Lawn

To Nurture Nature, Neglect Your Lawn

“Nothing is so beautiful as Spring,” the poet Gerard Manley Hopkins wrote, “When weeds, in wheels, shoot long and lovely and lush.” I say that poem to myself every day now because I can’t think of any place more beautiful than the American South in springtime.

April 15, 2019 | Source: The New York Times | by Margaret Renkl

Why poison the earth when you can have wildflowers at your feet and songbirds in your trees without even trying?

“Nothing is so beautiful as Spring,” the poet Gerard Manley Hopkins wrote, “When weeds, in wheels, shoot long and lovely and lush.” I say that poem to myself every day now because I can’t think of any place more beautiful than the American South in springtime.

The flowering trees — dogwoods and redbuds and serviceberries, the crab apples and peaches and cherries — are in full glory, and the woody shrubs, cascading with blossoms, are like something out of a fairy tale: forsythia and quince and lilac and bridal veil spirea. Every time it rains here, the streets are paved with petals.

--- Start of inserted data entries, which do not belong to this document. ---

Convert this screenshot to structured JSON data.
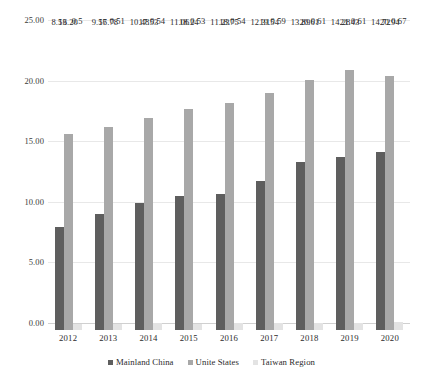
{
  "chart_data": {
    "type": "bar",
    "title": "",
    "subtitle": "",
    "xlabel": "",
    "ylabel": "",
    "ylim": [
      0,
      25
    ],
    "ytick_values": [
      0,
      5,
      10,
      15,
      20,
      25
    ],
    "ytick_labels": [
      "0.00",
      "5.00",
      "10.00",
      "15.00",
      "20.00",
      "25.00"
    ],
    "grid": true,
    "legend_position": "bottom",
    "categories": [
      "2012",
      "2013",
      "2014",
      "2015",
      "2016",
      "2017",
      "2018",
      "2019",
      "2020"
    ],
    "series": [
      {
        "name": "Mainland China",
        "color": "#5e5e5e",
        "values": [
          8.53,
          9.57,
          10.48,
          11.06,
          11.23,
          12.31,
          13.89,
          14.28,
          14.72
        ],
        "labels": [
          "8.53",
          "9.57",
          "10.48",
          "11.06",
          "11.23",
          "12.31",
          "13.89",
          "14.28",
          "14.72"
        ]
      },
      {
        "name": "Unite States",
        "color": "#a8a8a8",
        "values": [
          16.2,
          16.78,
          17.53,
          18.24,
          18.75,
          19.54,
          20.61,
          21.43,
          20.94
        ],
        "labels": [
          "16.20",
          "16.78",
          "17.53",
          "18.24",
          "18.75",
          "19.54",
          "20.61",
          "21.43",
          "20.94"
        ]
      },
      {
        "name": "Taiwan Region",
        "color": "#e3e3e3",
        "values": [
          0.5,
          0.51,
          0.54,
          0.53,
          0.54,
          0.59,
          0.61,
          0.61,
          0.67
        ],
        "labels": [
          "0.5",
          "0.51",
          "0.54",
          "0.53",
          "0.54",
          "0.59",
          "0.61",
          "0.61",
          "0.67"
        ]
      }
    ]
  }
}
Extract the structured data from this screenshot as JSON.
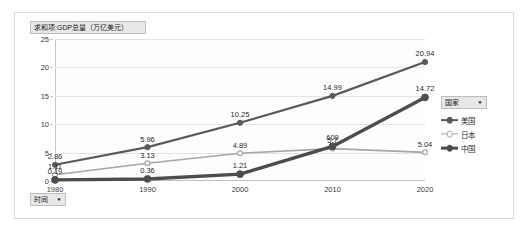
{
  "chart_object": {
    "value_field_button": {
      "label": "求和项:GDP总量（万亿美元）",
      "arrow": ""
    },
    "axis_field_button": {
      "label": "时间",
      "arrow": "▼"
    },
    "legend_field_button": {
      "label": "国家",
      "arrow": "▼"
    }
  },
  "legend": {
    "position": "right",
    "entries": [
      {
        "name": "美国",
        "color": "#5a5a5a"
      },
      {
        "name": "日本",
        "color": "#a6a6a6"
      },
      {
        "name": "中国",
        "color": "#4d4d4d"
      }
    ]
  },
  "chart_data": {
    "type": "line",
    "title": "求和项:GDP总量（万亿美元）",
    "xlabel": "时间",
    "ylabel": "",
    "categories": [
      "1980",
      "1990",
      "2000",
      "2010",
      "2020"
    ],
    "ylim": [
      0,
      25
    ],
    "yticks": [
      "0",
      "5",
      "10",
      "15",
      "20",
      "25"
    ],
    "grid": true,
    "legend_position": "right",
    "series": [
      {
        "name": "美国",
        "color": "#5a5a5a",
        "values": [
          2.86,
          5.96,
          10.25,
          14.99,
          20.94
        ],
        "labels": [
          "2.86",
          "5.96",
          "10.25",
          "14.99",
          "20.94"
        ]
      },
      {
        "name": "日本",
        "color": "#a6a6a6",
        "values": [
          1.11,
          3.13,
          4.89,
          5.7,
          5.04
        ],
        "labels": [
          "1.11",
          "3.13",
          "4.89",
          "5.7",
          "5.04"
        ]
      },
      {
        "name": "中国",
        "color": "#4d4d4d",
        "values": [
          0.19,
          0.36,
          1.21,
          6.09,
          14.72
        ],
        "labels": [
          "0.19",
          "0.36",
          "1.21",
          "609",
          "14.72"
        ]
      }
    ]
  }
}
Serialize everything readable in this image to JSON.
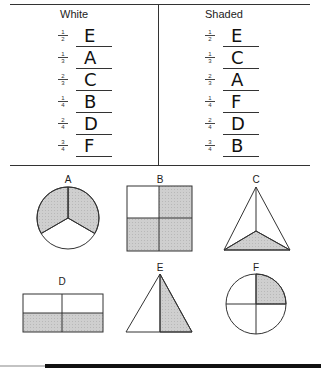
{
  "worksheet": {
    "columns": [
      {
        "title": "White",
        "rows": [
          {
            "num": "1",
            "den": "2",
            "answer": "E"
          },
          {
            "num": "1",
            "den": "3",
            "answer": "A"
          },
          {
            "num": "2",
            "den": "3",
            "answer": "C"
          },
          {
            "num": "1",
            "den": "4",
            "answer": "B"
          },
          {
            "num": "2",
            "den": "4",
            "answer": "D"
          },
          {
            "num": "3",
            "den": "4",
            "answer": "F"
          }
        ]
      },
      {
        "title": "Shaded",
        "rows": [
          {
            "num": "1",
            "den": "2",
            "answer": "E"
          },
          {
            "num": "1",
            "den": "3",
            "answer": "C"
          },
          {
            "num": "2",
            "den": "3",
            "answer": "A"
          },
          {
            "num": "1",
            "den": "4",
            "answer": "F"
          },
          {
            "num": "2",
            "den": "4",
            "answer": "D"
          },
          {
            "num": "3",
            "den": "4",
            "answer": "B"
          }
        ]
      }
    ],
    "shapes": [
      {
        "label": "A",
        "type": "circle-thirds",
        "shaded": "2/3"
      },
      {
        "label": "B",
        "type": "square-quarters",
        "shaded": "3/4"
      },
      {
        "label": "C",
        "type": "triangle-thirds",
        "shaded": "1/3"
      },
      {
        "label": "D",
        "type": "rectangle-quarters",
        "shaded": "2/4"
      },
      {
        "label": "E",
        "type": "triangle-halves",
        "shaded": "1/2"
      },
      {
        "label": "F",
        "type": "circle-quarters",
        "shaded": "1/4"
      }
    ],
    "colors": {
      "line": "#333333",
      "shade": "#c8c8c8",
      "background": "#ffffff"
    }
  }
}
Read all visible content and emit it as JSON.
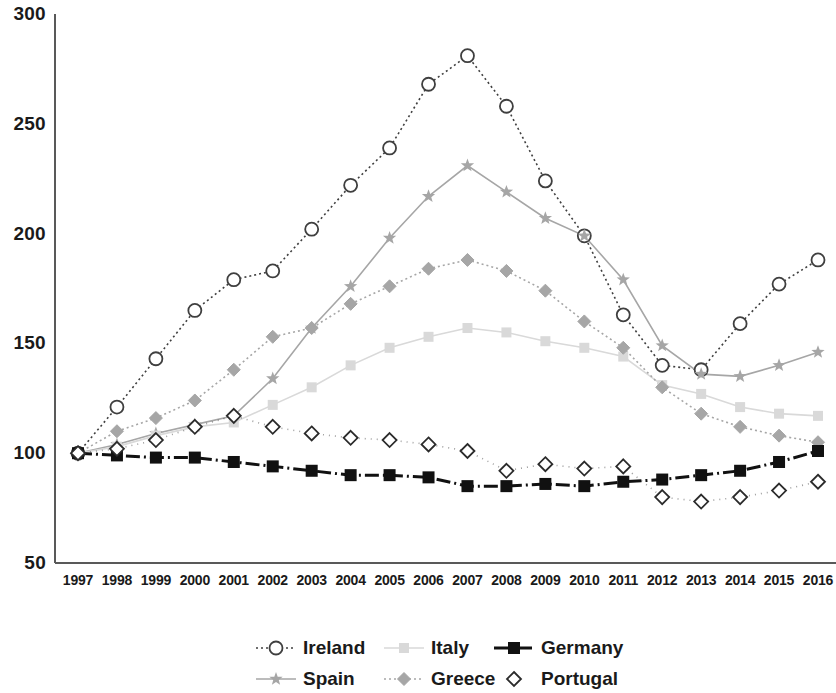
{
  "chart_data": {
    "type": "line",
    "title": "",
    "subtitle": "",
    "xlabel": "",
    "ylabel": "",
    "xlim": [
      1997,
      2016
    ],
    "ylim": [
      50,
      300
    ],
    "grid": false,
    "legend_position": "bottom",
    "y_ticks": [
      300,
      250,
      200,
      150,
      100,
      50
    ],
    "categories": [
      "1997",
      "1998",
      "1999",
      "2000",
      "2001",
      "2002",
      "2003",
      "2004",
      "2005",
      "2006",
      "2007",
      "2008",
      "2009",
      "2010",
      "2011",
      "2012",
      "2013",
      "2014",
      "2015",
      "2016"
    ],
    "series": [
      {
        "name": "Ireland",
        "color": "#3f3f3f",
        "marker": "circle-open",
        "line": "dotted",
        "values": [
          100,
          121,
          143,
          165,
          179,
          183,
          202,
          222,
          239,
          268,
          281,
          258,
          224,
          199,
          163,
          140,
          138,
          159,
          177,
          188
        ]
      },
      {
        "name": "Spain",
        "color": "#a6a6a6",
        "marker": "star",
        "line": "solid",
        "values": [
          100,
          104,
          109,
          113,
          117,
          134,
          157,
          176,
          198,
          217,
          231,
          219,
          207,
          199,
          179,
          149,
          136,
          135,
          140,
          146
        ]
      },
      {
        "name": "Italy",
        "color": "#d9d9d9",
        "marker": "square-light",
        "line": "solid",
        "values": [
          100,
          103,
          108,
          112,
          114,
          122,
          130,
          140,
          148,
          153,
          157,
          155,
          151,
          148,
          144,
          131,
          127,
          121,
          118,
          117
        ]
      },
      {
        "name": "Greece",
        "color": "#a6a6a6",
        "marker": "diamond-filled",
        "line": "dotted",
        "values": [
          100,
          110,
          116,
          124,
          138,
          153,
          157,
          168,
          176,
          184,
          188,
          183,
          174,
          160,
          148,
          130,
          118,
          112,
          108,
          105
        ]
      },
      {
        "name": "Germany",
        "color": "#111111",
        "marker": "square-filled",
        "line": "dash-dot",
        "values": [
          100,
          99,
          98,
          98,
          96,
          94,
          92,
          90,
          90,
          89,
          85,
          85,
          86,
          85,
          87,
          88,
          90,
          92,
          96,
          101
        ]
      },
      {
        "name": "Portugal",
        "color": "#2b2b2b",
        "marker": "diamond-open",
        "line": "dotted-faint",
        "values": [
          100,
          102,
          106,
          112,
          117,
          112,
          109,
          107,
          106,
          104,
          101,
          92,
          95,
          93,
          94,
          80,
          78,
          80,
          83,
          87
        ]
      }
    ]
  },
  "legend": {
    "items": [
      {
        "label": "Ireland"
      },
      {
        "label": "Italy"
      },
      {
        "label": "Germany"
      },
      {
        "label": "Spain"
      },
      {
        "label": "Greece"
      },
      {
        "label": "Portugal"
      }
    ]
  },
  "axes": {
    "y_labels": [
      "300",
      "250",
      "200",
      "150",
      "100",
      "50"
    ],
    "x_labels": [
      "1997",
      "1998",
      "1999",
      "2000",
      "2001",
      "2002",
      "2003",
      "2004",
      "2005",
      "2006",
      "2007",
      "2008",
      "2009",
      "2010",
      "2011",
      "2012",
      "2013",
      "2014",
      "2015",
      "2016"
    ]
  },
  "colors": {
    "axis": "#595959",
    "text": "#1a1a1a",
    "ireland": "#3f3f3f",
    "spain": "#a6a6a6",
    "italy": "#d9d9d9",
    "greece": "#a6a6a6",
    "germany": "#111111",
    "portugal": "#2b2b2b"
  }
}
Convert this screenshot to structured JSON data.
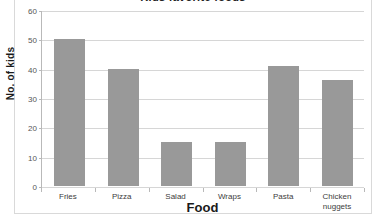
{
  "chart_data": {
    "type": "bar",
    "title": "Kids favorite foods",
    "xlabel": "Food",
    "ylabel": "No. of kids",
    "categories": [
      "Fries",
      "Pizza",
      "Salad",
      "Wraps",
      "Pasta",
      "Chicken nuggets"
    ],
    "values": [
      50,
      40,
      15,
      15,
      41,
      36
    ],
    "ylim": [
      0,
      60
    ],
    "ytick_labels": [
      "0",
      "10",
      "20",
      "30",
      "40",
      "50",
      "60"
    ],
    "ytick_values": [
      0,
      10,
      20,
      30,
      40,
      50,
      60
    ],
    "grid": true,
    "legend": "none",
    "bar_color": "#999999",
    "gridline_color": "#d6d6d6",
    "axis_color": "#b9b9b9",
    "plot_background": "#ffffff"
  }
}
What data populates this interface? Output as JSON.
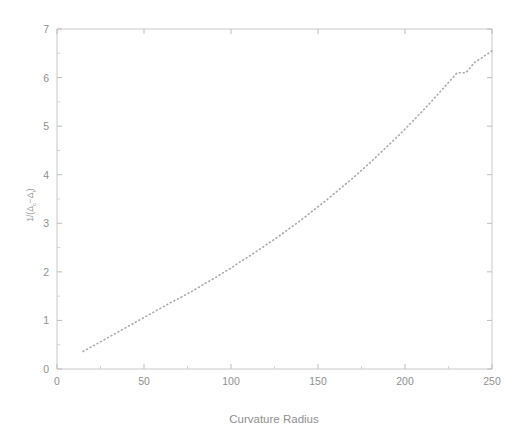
{
  "chart_data": {
    "type": "line",
    "title": "",
    "xlabel": "Curvature Radius",
    "ylabel": "1/(Δ_c − Δ_i)",
    "ylabel_plain": "1/(Ac-Ai)",
    "xlim": [
      0,
      250
    ],
    "ylim": [
      0,
      7
    ],
    "xticks": [
      0,
      50,
      100,
      150,
      200,
      250
    ],
    "yticks": [
      0,
      1,
      2,
      3,
      4,
      5,
      6,
      7
    ],
    "xtick_labels": [
      "0",
      "50",
      "100",
      "150",
      "200",
      "250"
    ],
    "ytick_labels": [
      "0",
      "1",
      "2",
      "3",
      "4",
      "5",
      "6",
      "7"
    ],
    "grid": false,
    "legend": null,
    "line_style": "dotted",
    "line_color": "#a8a8a8",
    "series": [
      {
        "name": "inverse gap",
        "x": [
          15,
          20,
          25,
          30,
          35,
          40,
          45,
          50,
          55,
          60,
          65,
          70,
          75,
          80,
          85,
          90,
          95,
          100,
          105,
          110,
          115,
          120,
          125,
          130,
          135,
          140,
          145,
          150,
          155,
          160,
          165,
          170,
          175,
          180,
          185,
          190,
          195,
          200,
          205,
          210,
          215,
          220,
          225,
          230,
          235,
          240,
          245,
          250
        ],
        "y": [
          0.36,
          0.46,
          0.56,
          0.66,
          0.76,
          0.86,
          0.96,
          1.06,
          1.16,
          1.26,
          1.36,
          1.45,
          1.55,
          1.65,
          1.76,
          1.86,
          1.97,
          2.08,
          2.2,
          2.31,
          2.43,
          2.55,
          2.67,
          2.8,
          2.93,
          3.06,
          3.2,
          3.34,
          3.48,
          3.63,
          3.78,
          3.93,
          4.09,
          4.25,
          4.42,
          4.59,
          4.76,
          4.94,
          5.12,
          5.31,
          5.5,
          5.7,
          5.9,
          6.1,
          6.1,
          6.31,
          6.43,
          6.55
        ]
      }
    ]
  },
  "axes": {
    "x_axis_label": "Curvature Radius",
    "y_axis_label_parts": {
      "prefix": "1/(",
      "delta1": "Δ",
      "sub1": "c",
      "minus": "−",
      "delta2": "Δ",
      "sub2": "i",
      "suffix": ")"
    }
  },
  "colors": {
    "background": "#ffffff",
    "frame": "#c8c8c8",
    "text": "#8f8f8f",
    "curve": "#a8a8a8"
  }
}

But the flowers I love best are the tiny ones, so tiny they’re mostly invisible from a car window. Exquisite little flowers, most of them smaller than my pinkie fingernail, are blooming all around my house right now, and they have wonderful names: woodland violet, spring beauty, daisy fleabane, pitcher’s stitchwort, bird’s eye speedwell, yellow wood sorrel, purple dead nettle, creeping Charlie, stickywilly, dandelion and a host of others I can’t name.